Elizabeth has always "known" things that others werent
aware of, but when she sees a ghost, at the age of twenty, she begins to doubt her own
sanity. She turns to the study of the paranormal as a way of understanding her
experiences. In marked contrast to Sally Curtiss in Julian's House,
Elizabeths studies allow her to accept her powers. Although she usually has a hard
time convincing others.
Her involvement in the PI business begins when she helps solve the case of
a missing boy - she has a sudden flash of insight, tells the police the address, and the
boy is saved! This type of dramatic revelation had not happened before, nor since, but the
incident launches Elizabeth into her new career as a PI. She explains her powers to
Sergeant Tom McGowan:
"These are not circus tricks. Im not one of those palm
readers with the neon hands flashing over their doorways. Periodically, I have flashes of
what is known as psychic insight. But primarily Im an investigator. My
occasional psychic ability is just one of my leveraging tools. Like the gun in your
holster. Nice when I can use it, but I cant always count on it".
Now your first reaction to this could very well be that having a psychic
investigator on the case is cheating.
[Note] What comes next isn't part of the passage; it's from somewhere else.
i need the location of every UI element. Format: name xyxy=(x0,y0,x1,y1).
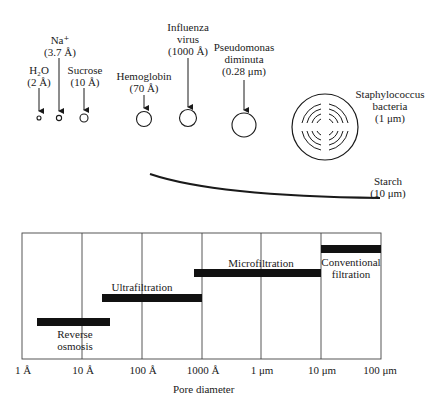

That she will be allowed to know things that
couldnt possibly be known from the evidence. Well, on the one hand, Elizabeth is
indeed psychic, but she has no real control over her powers, often they desert her
altogether and she is at the mercy of any insights that she might have. And quite often,
she gets things wrong. Her skills as a straight PI are of more importance in solving the
case than her psychic abilities. On the other hand, of all of the books here, this is the
only one where you are asked to take psychic phenomena for granted. Interpretation of
dreams, psychic visions, out of body experiences, psychic auras and astrological
influences all feature in the story, even if the knowledge gleaned from these experiences
is not treated as hard "evidence". If you have a problem with this then Murder
in Scorpio certainly isnt for you.
But once you get over the initial worry that the story will not hold water,
you are drawn to the vivacious, clever and witty Dr Elizabeth Chase. The sidekick in the
story is a police officer who is extremely sceptical of any psychic claims initially, and
who is used in many ways to mirror and disarm the readers fears. He needs
Elizabeths help to investigate the death of a once close friend whos been
killed in a driving accident. Tom McGowan suspects the incident is not as straight forward
as the police assume, but his hunch is based on his own psychic insight - something he
cant really believe in. They team up - he supplies the inside information about the
accident, and she carries out the investigation of friends, family and colleagues to
uncover a murky and dangerous world, California-style. The story is fast-paced and
exciting. This glimpse into the life of a female PI/psychic is entertaining and
illuminating. Dr Elizabeth Chase is an innovative addition to the realms of female PIs.